Daniel Wisser (A) jury discussion

Daniel Wisser from Kärnten read his text "Standby" as the third author on the first day of reading. In terms of "taste" the jury could not reach agreement here.

Daniel Wisser (Bild: Johannes Puch)Daniel Wisser (Bild: Johannes Puch)

 

Video portrait
Reading
Discussion

 

Winkels: "inconsistent text"

"The exaggerated portrait of a petty bourgeois individual," Hubert Winkels described Wisser's story. The passive form chosen for the text is played out "quite consistentlyquence", but is interrupted in a pattern that puzzled him. Therefore this text can also be called "inconsistent".   Here the author wants to illustrate the "standby existence" of his protagonists with the chosen "monotone" style.

Hubert Winkels (Bild: Johannes Puch)Hubert Winkels (Bild: Johannes Puch)

Strigl: "sinister protagonist"

Daniela Strigl was of a very different opinion. The protagonists have something sinister about them, fantically orderly are secretly aggressive, which she found disturbing reading. His apparent "animistic " skills, with which he could wish for the death of other people, reminded her of the character "Adrian Monk". She feels Wisser's text is reiminiscent of Wilhelm Genazino or Michel Houellebecq.

Daniela Striegl (Bild: Johannes Puch)Daniela Striegl (Bild: Johannes Puch)

Keller: "Immanent sinister dimension"

Hildegard E. Keller also noted the sinister dimension inherent in the text as a positive aspect.  This shows more of the reality  of the here and now, "than we could possibly wish", as clearly shown by the successful presentation of the author, who had the text repeatedly interrupted by short pauses and sometimes recited from memory, said Keller. At the same time the great effort of the text; its artificiality should be noted.  

Spinnen: wrong conjunctive

Burkhard Spinnen could not and would not agree: the text added nothing to its chosen genre, "apart from the call centre".  OK, the use of the passive tense here makes it clear that the subject has slipped into passivity.  The "wrong conjunctive" has however in part thrown the text out of the pattern.

"This text has only one exit", said Spinnen, later describing its sentences as "wooden, mechanical". One easily noticea the text's transposition into passive and just like in school is therefore tempted to say: "Do it properly once". You almost want to think that the "bad atmosphere" also follows from the "bad form".

Comparison far-fetched 

All comparisons with Genazino or Houellebecq were indeed "far-fetched," Meike Feßmann said of Strigl's comparison. This "passive" is nothing but an excuse for a style of "shocking simplicity"  "A conglomeration of misantrhopy and the simplest of ideas", the passive holding the whole thing as a "roof" together, and nothing more, said Feßmann.

Strigl: "language in no way simple" 

Strigl intervened again to defend her approach: The language was in no way "simple", its passive construction would "extend" the things "affected" in the text.  This is about a "machine-like existence". "It deserves the language that it gets", said Strigl. Her only small objections were to the exaggeration of this "eccentricity". Overall, however, one must recognize the power of the text.

Paul Jandl (Bild: Johannes Puch)Paul Jandl (Bild: Johannes Puch)

Jandl: "Not a seminar for clinical psychologists"

"This is not a seminar for clinical psychologists," judge Paul Jandl countered to the objections made by his colleagues.  It is clear from Wisser's text that it has more to do with an aesthetic experiment than a psychological one. The subject is brought to become an object through the passive tense, "precisely" executed with its own "very distinctive grammar". Under the machine-like existence  "the heart still throbs"  - that is "designed very cleverly".

Spinnen: "Fighting talk"

"A fight back to back," Spinnen finally  described the discussion, where the jury did not quite agree about the quality of the text - though probably that it was a "matter of taste" whether one liked Wissers text, or not.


* Assignment: Line by line, return the listing exactly, without any of the images.

******

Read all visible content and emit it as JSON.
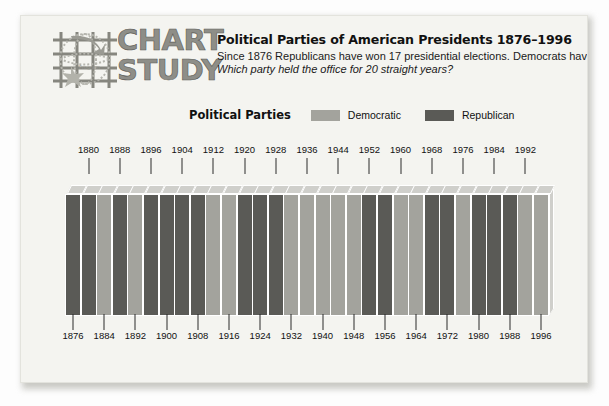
{
  "logo": {
    "line1": "CHART",
    "line2": "STUDY",
    "icon_name": "globe-grid-logo"
  },
  "header": {
    "title": "Political Parties of American Presidents 1876–1996",
    "subtitle_line1": "Since 1876 Republicans have won 17 presidential elections. Democrats have won 13.",
    "subtitle_line2": "Which party held the office for 20 straight years?"
  },
  "legend": {
    "title": "Political Parties",
    "items": [
      {
        "label": "Democratic",
        "color": "#a3a39d"
      },
      {
        "label": "Republican",
        "color": "#5a5a56"
      }
    ]
  },
  "colors": {
    "democratic": "#a3a39d",
    "republican": "#5a5a56",
    "bar_top": "#cfcfcb",
    "card_background": "#f4f4f0",
    "page_background": "#fdfdfd",
    "text": "#111111"
  },
  "chart_data": {
    "type": "bar",
    "title": "Political Parties of American Presidents 1876–1996",
    "xlabel": "",
    "ylabel": "",
    "grid": false,
    "legend_position": "top",
    "legend_entries": [
      "Democratic",
      "Republican"
    ],
    "note": "Each bar is one presidential election year; bar color encodes the winning party. All bars are the same height (categorical indicator, not a measured quantity).",
    "categories": [
      "1876",
      "1880",
      "1884",
      "1888",
      "1892",
      "1896",
      "1900",
      "1904",
      "1908",
      "1912",
      "1916",
      "1920",
      "1924",
      "1928",
      "1932",
      "1936",
      "1940",
      "1944",
      "1948",
      "1952",
      "1956",
      "1960",
      "1964",
      "1968",
      "1972",
      "1976",
      "1980",
      "1984",
      "1988",
      "1992",
      "1996"
    ],
    "labels_top": [
      "1880",
      "1888",
      "1896",
      "1904",
      "1912",
      "1920",
      "1928",
      "1936",
      "1944",
      "1952",
      "1960",
      "1968",
      "1976",
      "1984",
      "1992"
    ],
    "labels_bottom": [
      "1876",
      "1884",
      "1892",
      "1900",
      "1908",
      "1916",
      "1924",
      "1932",
      "1940",
      "1948",
      "1956",
      "1964",
      "1972",
      "1980",
      "1988",
      "1996"
    ],
    "values": [
      1,
      1,
      1,
      1,
      1,
      1,
      1,
      1,
      1,
      1,
      1,
      1,
      1,
      1,
      1,
      1,
      1,
      1,
      1,
      1,
      1,
      1,
      1,
      1,
      1,
      1,
      1,
      1,
      1,
      1,
      1
    ],
    "parties": [
      "Republican",
      "Republican",
      "Democratic",
      "Republican",
      "Democratic",
      "Republican",
      "Republican",
      "Republican",
      "Republican",
      "Democratic",
      "Democratic",
      "Republican",
      "Republican",
      "Republican",
      "Democratic",
      "Democratic",
      "Democratic",
      "Democratic",
      "Democratic",
      "Republican",
      "Republican",
      "Democratic",
      "Democratic",
      "Republican",
      "Republican",
      "Democratic",
      "Republican",
      "Republican",
      "Republican",
      "Democratic",
      "Democratic"
    ],
    "totals": {
      "Republican": 17,
      "Democratic": 13
    }
  }
}
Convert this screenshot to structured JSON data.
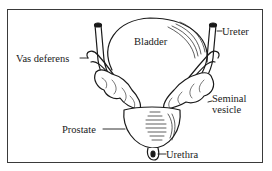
{
  "diagram": {
    "labels": {
      "bladder": "Bladder",
      "ureter": "Ureter",
      "vas_deferens": "Vas deferens",
      "seminal_vesicle_line1": "Seminal",
      "seminal_vesicle_line2": "vesicle",
      "prostate": "Prostate",
      "urethra": "Urethra"
    },
    "colors": {
      "ink": "#1a1a1a",
      "frame": "#3a3a3a",
      "background": "#ffffff"
    }
  }
}
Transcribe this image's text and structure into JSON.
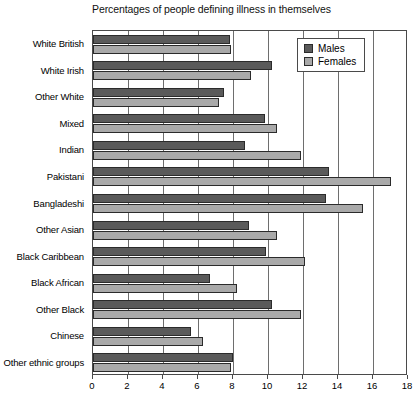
{
  "chart_data": {
    "type": "bar",
    "orientation": "horizontal",
    "title": "Percentages of people defining illness in themselves",
    "xlabel": "",
    "ylabel": "",
    "xlim": [
      0,
      18
    ],
    "xticks": [
      0,
      2,
      4,
      6,
      8,
      10,
      12,
      14,
      16,
      18
    ],
    "grid": true,
    "legend_position": "top-right",
    "categories": [
      "White British",
      "White Irish",
      "Other White",
      "Mixed",
      "Indian",
      "Pakistani",
      "Bangladeshi",
      "Other Asian",
      "Black Caribbean",
      "Black African",
      "Other Black",
      "Chinese",
      "Other ethnic groups"
    ],
    "series": [
      {
        "name": "Males",
        "color": "#5a5a5a",
        "values": [
          7.8,
          10.2,
          7.5,
          9.8,
          8.7,
          13.5,
          13.3,
          8.9,
          9.9,
          6.7,
          10.2,
          5.6,
          8.0
        ]
      },
      {
        "name": "Females",
        "color": "#a9a9a9",
        "values": [
          7.9,
          9.0,
          7.2,
          10.5,
          11.9,
          17.0,
          15.4,
          10.5,
          12.1,
          8.2,
          11.9,
          6.3,
          7.9
        ]
      }
    ]
  },
  "legend": {
    "items": [
      {
        "label": "Males",
        "swatch": "males"
      },
      {
        "label": "Females",
        "swatch": "females"
      }
    ]
  }
}
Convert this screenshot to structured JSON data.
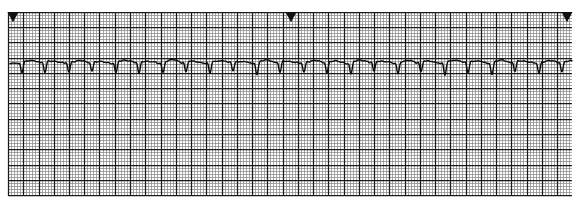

******

* Task output:
Read all visible content and emit it as JSON.
{
  "logo": {
    "line1": "CHART",
    "line2": "STUDY",
    "icon_name": "globe-grid-logo"
  },
  "header": {
    "title": "Political Parties of American Presidents 1876–1996",
    "subtitle_line1": "Since 1876 Republicans have won 17 presidential elections. Democrats have won 13.",
    "subtitle_line2": "Which party held the office for 20 straight years?"
  },
  "legend": {
    "title": "Political Parties",
    "items": [
      {
        "label": "Democratic",
        "color": "#a3a39d"
      },
      {
        "label": "Republican",
        "color": "#5a5a56"
      }
    ]
  },
  "colors": {
    "democratic": "#a3a39d",
    "republican": "#5a5a56",
    "bar_top": "#cfcfcb",
    "card_background": "#f4f4f0",
    "page_background": "#fdfdfd",
    "text": "#111111"
  },
  "chart_data": {
    "type": "bar",
    "title": "Political Parties of American Presidents 1876–1996",
    "xlabel": "",
    "ylabel": "",
    "grid": false,
    "legend_position": "top",
    "legend_entries": [
      "Democratic",
      "Republican"
    ],
    "note": "Each bar is one presidential election year; bar color encodes the winning party. All bars are the same height (categorical indicator, not a measured quantity).",
    "categories": [
      "1876",
      "1880",
      "1884",
      "1888",
      "1892",
      "1896",
      "1900",
      "1904",
      "1908",
      "1912",
      "1916",
      "1920",
      "1924",
      "1928",
      "1932",
      "1936",
      "1940",
      "1944",
      "1948",
      "1952",
      "1956",
      "1960",
      "1964",
      "1968",
      "1972",
      "1976",
      "1980",
      "1984",
      "1988",
      "1992",
      "1996"
    ],
    "labels_top": [
      "1880",
      "1888",
      "1896",
      "1904",
      "1912",
      "1920",
      "1928",
      "1936",
      "1944",
      "1952",
      "1960",
      "1968",
      "1976",
      "1984",
      "1992"
    ],
    "labels_bottom": [
      "1876",
      "1884",
      "1892",
      "1900",
      "1908",
      "1916",
      "1924",
      "1932",
      "1940",
      "1948",
      "1956",
      "1964",
      "1972",
      "1980",
      "1988",
      "1996"
    ],
    "values": [
      1,
      1,
      1,
      1,
      1,
      1,
      1,
      1,
      1,
      1,
      1,
      1,
      1,
      1,
      1,
      1,
      1,
      1,
      1,
      1,
      1,
      1,
      1,
      1,
      1,
      1,
      1,
      1,
      1,
      1,
      1
    ],
    "parties": [
      "Republican",
      "Republican",
      "Democratic",
      "Republican",
      "Democratic",
      "Republican",
      "Republican",
      "Republican",
      "Republican",
      "Democratic",
      "Democratic",
      "Republican",
      "Republican",
      "Republican",
      "Democratic",
      "Democratic",
      "Democratic",
      "Democratic",
      "Democratic",
      "Republican",
      "Republican",
      "Democratic",
      "Democratic",
      "Republican",
      "Republican",
      "Democratic",
      "Republican",
      "Republican",
      "Republican",
      "Democratic",
      "Democratic"
    ],
    "totals": {
      "Republican": 17,
      "Democratic": 13
    }
  }
}
Convert this screenshot to structured JSON data.
{
  "diagram": {
    "labels": {
      "bladder": "Bladder",
      "ureter": "Ureter",
      "vas_deferens": "Vas deferens",
      "seminal_vesicle_line1": "Seminal",
      "seminal_vesicle_line2": "vesicle",
      "prostate": "Prostate",
      "urethra": "Urethra"
    },
    "colors": {
      "ink": "#1a1a1a",
      "frame": "#3a3a3a",
      "background": "#ffffff"
    }
  }
}
Transcribe this image's text and structure into JSON.
{
  "chart_data": {
    "type": "bar",
    "orientation": "horizontal",
    "title": "Percentages of people defining illness in themselves",
    "xlabel": "",
    "ylabel": "",
    "xlim": [
      0,
      18
    ],
    "xticks": [
      0,
      2,
      4,
      6,
      8,
      10,
      12,
      14,
      16,
      18
    ],
    "grid": true,
    "legend_position": "top-right",
    "categories": [
      "White British",
      "White Irish",
      "Other White",
      "Mixed",
      "Indian",
      "Pakistani",
      "Bangladeshi",
      "Other Asian",
      "Black Caribbean",
      "Black African",
      "Other Black",
      "Chinese",
      "Other ethnic groups"
    ],
    "series": [
      {
        "name": "Males",
        "color": "#5a5a5a",
        "values": [
          7.8,
          10.2,
          7.5,
          9.8,
          8.7,
          13.5,
          13.3,
          8.9,
          9.9,
          6.7,
          10.2,
          5.6,
          8.0
        ]
      },
      {
        "name": "Females",
        "color": "#a9a9a9",
        "values": [
          7.9,
          9.0,
          7.2,
          10.5,
          11.9,
          17.0,
          15.4,
          10.5,
          12.1,
          8.2,
          11.9,
          6.3,
          7.9
        ]
      }
    ]
  },
  "legend": {
    "items": [
      {
        "label": "Males",
        "swatch": "males"
      },
      {
        "label": "Females",
        "swatch": "females"
      }
    ]
  }
}
Convert this screenshot to structured JSON data.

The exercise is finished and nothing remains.